“The loss of a brother,” he said, opening his eyes. The women, young and dressed in cheap clothes, were gone. “Such cowardly feelings toward death. You two shame your deceased.”
A thorn pierced his mind. The half-orc reeled backward, smacking his head against hard stone. He was hidden between two buildings. No one should have known he was there. Someone did, though, and someone was curious as to why.
“You want in?” he asked aloud. “Very well. Come to my dark corners.”
He grabbed the thorn and pulled it deep inside. He swarmed it with memories of his childhood, sitting hungry and cold as Master’s experiments snarled, gagged, and shrieked in the cages all about him.
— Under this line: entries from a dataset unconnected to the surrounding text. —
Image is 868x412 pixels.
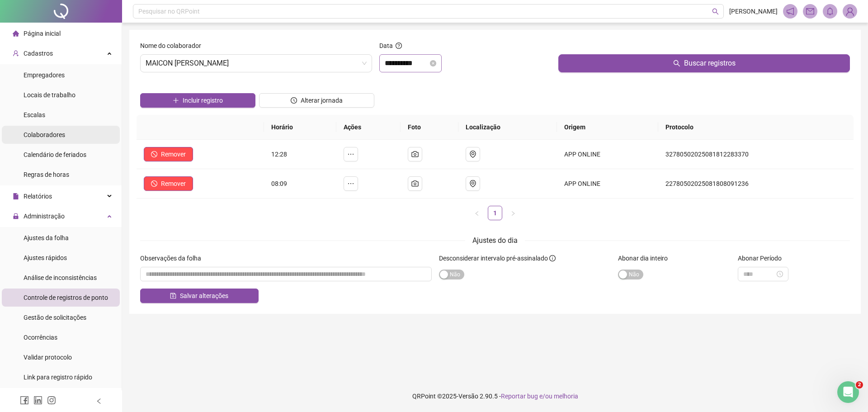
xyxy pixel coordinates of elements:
span: home [12,30,19,37]
span: Link para registro rápido [24,374,92,380]
span: Regras de horas [24,171,69,178]
span: linkedin [33,396,42,405]
td: APP ONLINE [557,140,658,169]
span: Escalas [24,111,45,119]
label: Abonar dia inteiro [618,253,674,263]
span: Cadastros [24,50,53,57]
span: Reportar bug e/ou melhoria [501,392,578,400]
button: right [506,205,520,220]
li: Próxima página [506,205,520,220]
span: Data [379,42,393,49]
button: Alterar jornada [259,93,374,108]
span: left [474,211,480,216]
span: MAICON DE QUEIROZ COSTA [146,55,367,72]
span: ellipsis [347,180,354,187]
span: Relatórios [24,192,52,200]
span: Incluir registro [183,95,223,106]
label: Abonar Período [738,253,787,263]
span: instagram [47,396,56,405]
span: Empregadores [24,72,65,78]
span: Calendário de feriados [24,151,86,158]
span: search [712,8,719,15]
td: APP ONLINE [557,169,658,199]
span: Validar protocolo [24,353,72,361]
span: Página inicial [24,30,60,37]
td: 32780502025081812283370 [658,140,853,169]
button: left [470,205,484,220]
span: left [96,398,102,404]
span: Versão [458,392,479,400]
span: facebook [20,396,29,405]
span: ellipsis [347,151,354,158]
span: Gestão de solicitações [24,314,86,321]
span: Remover [161,149,186,159]
span: Controle de registros de ponto [24,294,108,301]
span: plus [173,97,179,103]
th: Horário [264,115,336,140]
span: file [12,193,19,199]
span: right [510,211,516,216]
span: lock [12,213,19,220]
span: Colaboradores [24,131,65,138]
span: Remover [161,178,186,189]
span: Salvar alterações [180,291,229,301]
span: Desconsiderar intervalo pré-assinalado [439,255,548,262]
span: Ajustes rápidos [24,254,67,261]
th: Foto [401,115,458,140]
th: Origem [557,115,658,140]
footer: QRPoint © 2025 - 2.90.5 - [122,380,868,412]
th: Localização [458,115,557,140]
span: close-circle [430,60,436,67]
span: Alterar jornada [301,95,343,106]
span: Análise de inconsistências [24,274,97,281]
span: environment [469,180,476,187]
span: Ajustes do dia [472,236,518,244]
span: 08:09 [271,180,287,187]
span: Ocorrências [24,334,58,341]
span: Ajustes da folha [24,234,69,242]
iframe: Intercom live chat [838,381,859,403]
label: Observações da folha [140,253,207,263]
li: Página anterior [470,205,484,220]
span: mail [806,7,814,15]
span: bell [826,7,834,15]
span: Buscar registros [684,58,735,69]
span: notification [786,7,794,15]
span: stop [151,151,157,157]
button: Buscar registros [558,54,850,72]
span: [PERSON_NAME] [729,6,778,16]
span: info-circle [549,255,555,261]
span: save [170,292,176,299]
span: Administração [24,212,65,220]
span: stop [151,181,157,187]
span: clock-circle [291,97,297,103]
button: Salvar alterações [140,288,258,303]
a: Alterar jornada [259,98,374,105]
button: Remover [144,176,193,191]
button: Incluir registro [140,93,256,108]
th: Ações [336,115,401,140]
span: question-circle [396,42,402,49]
span: camera [411,151,419,158]
span: Locais de trabalho [24,91,76,99]
button: Remover [144,147,193,161]
span: search [673,60,681,67]
span: 12:28 [271,151,287,158]
a: 1 [488,206,502,220]
span: user-add [12,50,19,56]
span: environment [469,151,476,158]
span: camera [411,180,419,187]
img: 89628 [843,5,857,18]
li: 1 [488,205,502,220]
label: Nome do colaborador [140,41,207,51]
span: 2 [856,381,863,388]
td: 22780502025081808091236 [658,169,853,199]
th: Protocolo [658,115,853,140]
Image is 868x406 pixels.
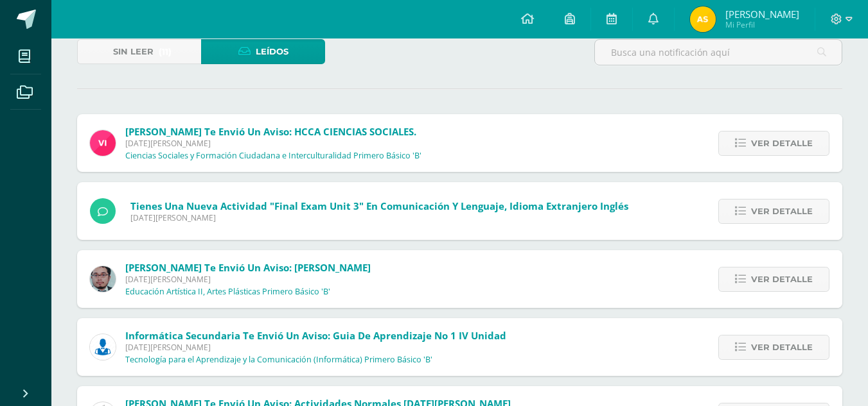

He altered the memory, replacing it with his nightmares. The unseen cage doors opened. The creatures bellowed their joy in fearful howls. They would feed, and the feast would be bloody, painful, and eternal.
Qurrah expected this to drive away the intruding mental presence, but instead the image twisted. His unseen nightmare creatures walked into visible light, revealing each one as a large man with belly heavy from a life of drink. Their mouths were sewn shut. The men tore at the thread with their hands. Flesh ripped, and shards of bloody glass spewed from their mouths.
“You killed mommy,” the men said in unison as lungs and intestines followed, each punctured with glass. Qurrah tried to run, but instead his hands moved of their own accord, for he was hungry, so hungry, and in his lap was food. The taste was phenomenal.
“So you’ll be quiet,” the men continued. “You’ll be good, and you can replace mommy. Now shut up. I don’t want to hear crying.”